Sunflowers famously turn their faces to follow the sun as it crosses the sky. But how do sunflowers “see” the sun to follow it? New work from plant biologists at the University of California, Davis, published Oct. 31 in PLOS Biology, shows that they use a different, novel mechanism from that previously thought.
“This was a total surprise for us,” said Stacey Harmer, professor of plant biology at UC Davis and senior author on the paper.
Most plants show phototropism — the ability to grow toward a light source. Plant scientists had assumed that sunflowers’ heliotropism, the ability to follow the sun, would be based on the same basic mechanism, which is governed by molecule called phototropin and responds to light at the blue end of the spectrum.
Sunflowers swing their heads by growing a little more on the east side of the stem — pushing the head west — during the day and a little more on the west side at night, so the head swings back toward the east. Harmer’s lab at the UC Davis College of Biological Sciences has previously shown how sunflowers use their internal circadian clock to anticipate the sunrise, and to coordinate the opening of florets with the appearance of pollinating insects in the morning.
In the new study, graduate student Christopher Brooks, postdoctoral researcher Hagatop Atamian and Harmer looked at which genes were switched on (transcribed) in sunflowers grown indoors in laboratory growth chambers, and in sunflowers growing in sunlight outdoors.
Indoors, sunflowers grew straight toward the light, activating genes associated with phototropin. But the plants grown outdoors, swinging their heads with the sun, showed a completely different pattern of gene expression. There was no apparent difference in phototropin between one side of the stem and another.
The researchers have not yet identified the genes involved in heliotropism.
“We seem to have ruled out the phototropin pathway, but we did not find a clear smoking gun,” Harmer said.
Blocking blue, ultraviolet, red or far-red light with shade boxes had no effect on the heliotropism response. This shows that there are likely multiple pathways, responding to different wavelengths of light, to achieve the same goal. Upcoming work will look at protein regulation in the plants.
Sunflowers are quick learners. When plants grown in the lab were moved outdoors, they started tracking the sun on the first day, Harmer said. That behavior was accompanied by a burst of gene expression on the shaded side of the plant that did not recur on subsequent days. That suggests some kind of “rewiring” is going on, she said.
Apart from revealing previously unknown pathways for light-sensing and growth in plants, the discovery has broad relevance, Harmer said.
“Things that you define in a controlled environment like a growth chamber may not work out in the real world,” she said.
Atamian is now an assistant professor at Chapman University.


» Problem statement
Set down each entry below exactly as written, keeping the pictures out.

» Dataset
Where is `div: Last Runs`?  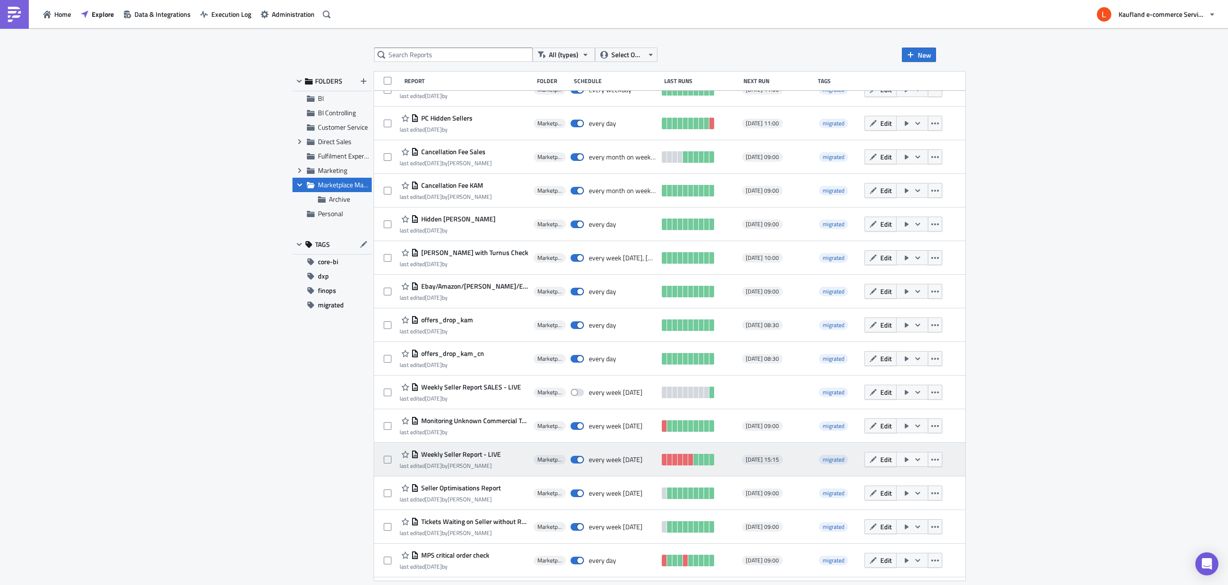
div: Last Runs is located at coordinates (702, 81).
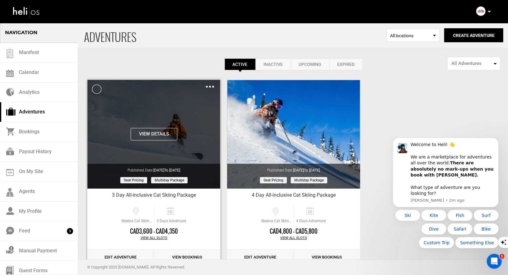 The width and height of the screenshot is (508, 275). I want to click on a: Upcoming, so click(310, 64).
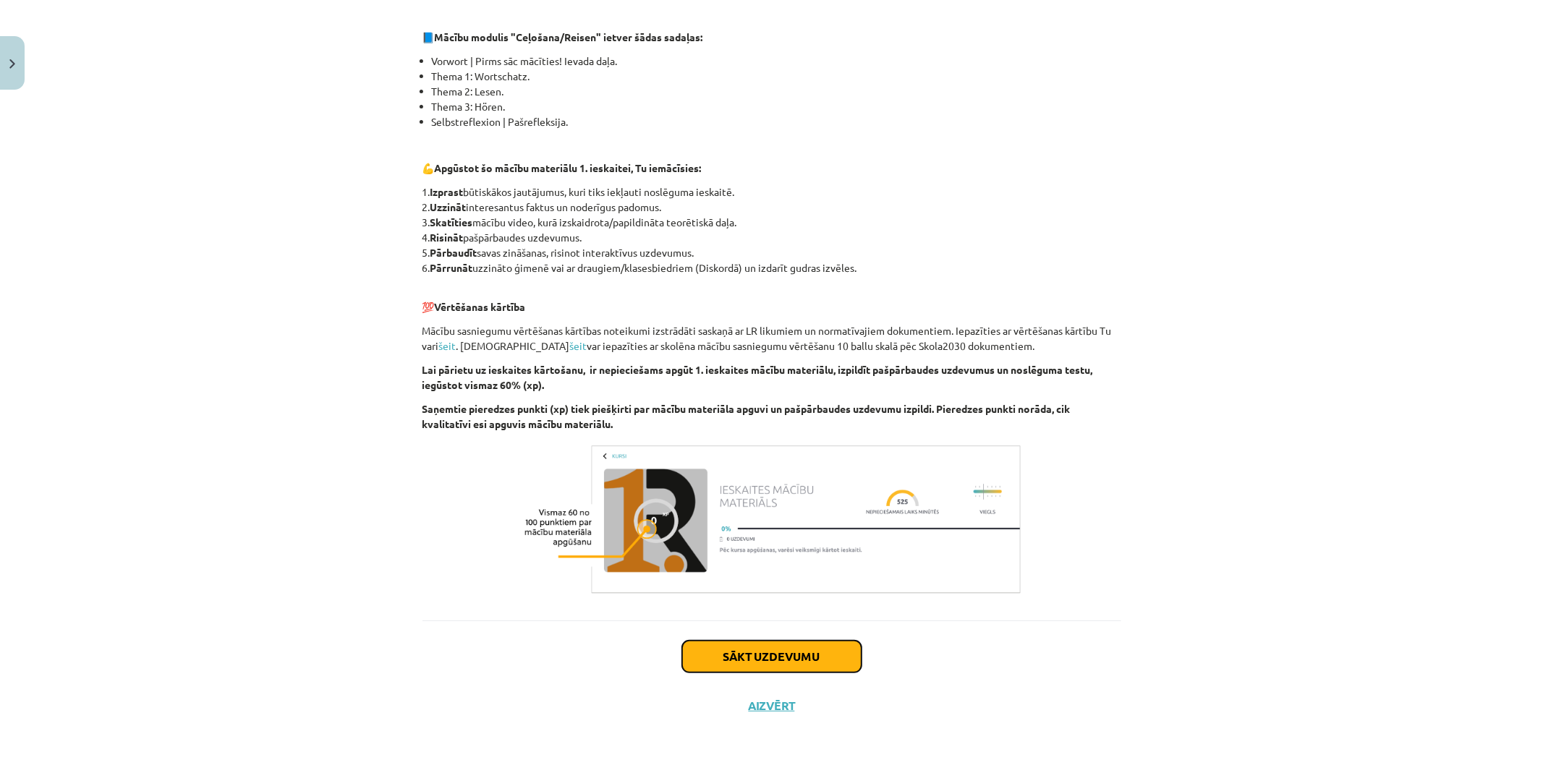 Image resolution: width=1543 pixels, height=765 pixels. I want to click on li: Thema 3: Hören., so click(776, 106).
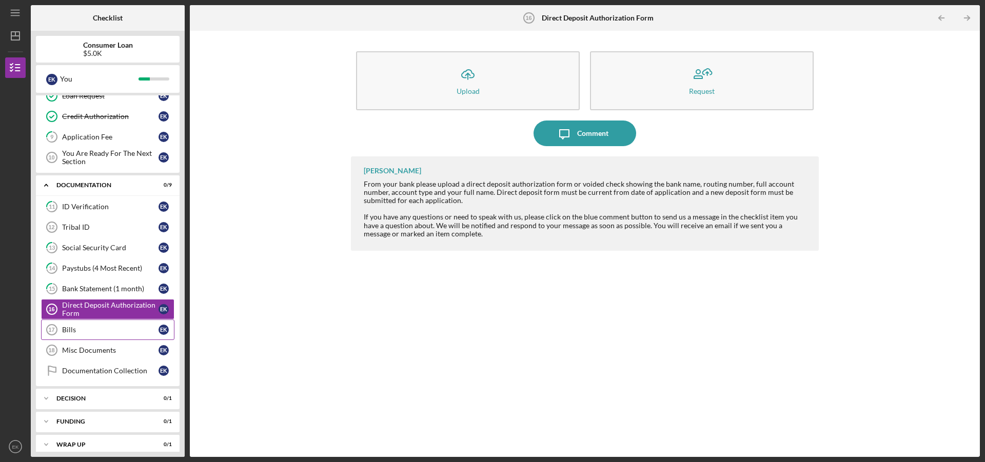 This screenshot has height=462, width=985. Describe the element at coordinates (108, 289) in the screenshot. I see `a: 15Bank Statement (1 month)EK` at that location.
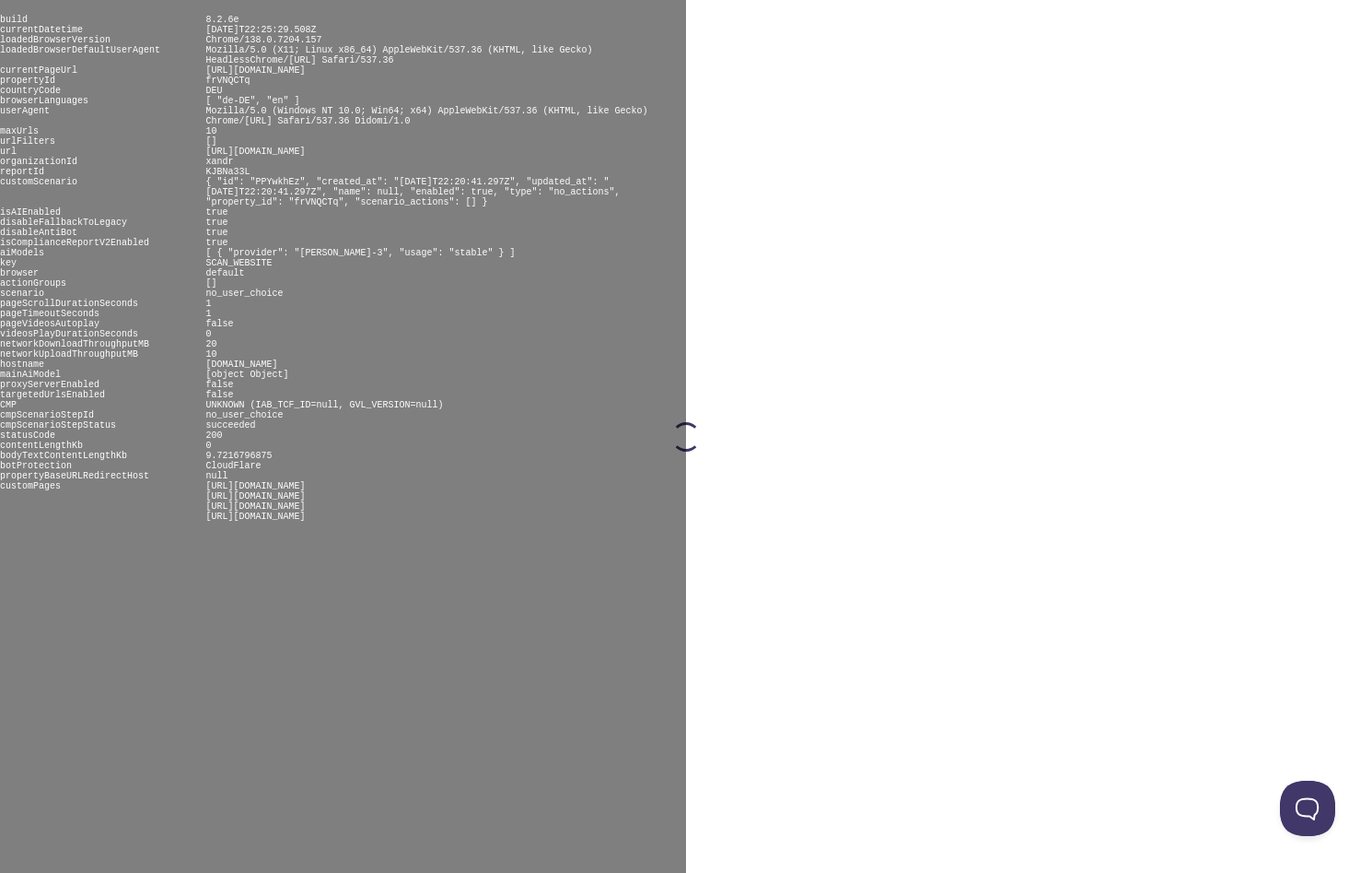  What do you see at coordinates (211, 344) in the screenshot?
I see `pre: 20` at bounding box center [211, 344].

» Answer space
Where is `div: Last Runs`?  
div: Last Runs is located at coordinates (702, 81).
 The width and height of the screenshot is (508, 275). I want to click on a: Upcoming, so click(310, 64).
 Image resolution: width=1543 pixels, height=765 pixels. I want to click on li: Thema 3: Hören., so click(776, 106).
 This screenshot has height=462, width=985. Describe the element at coordinates (108, 289) in the screenshot. I see `a: 15Bank Statement (1 month)EK` at that location.
  What do you see at coordinates (211, 344) in the screenshot?
I see `pre: 20` at bounding box center [211, 344].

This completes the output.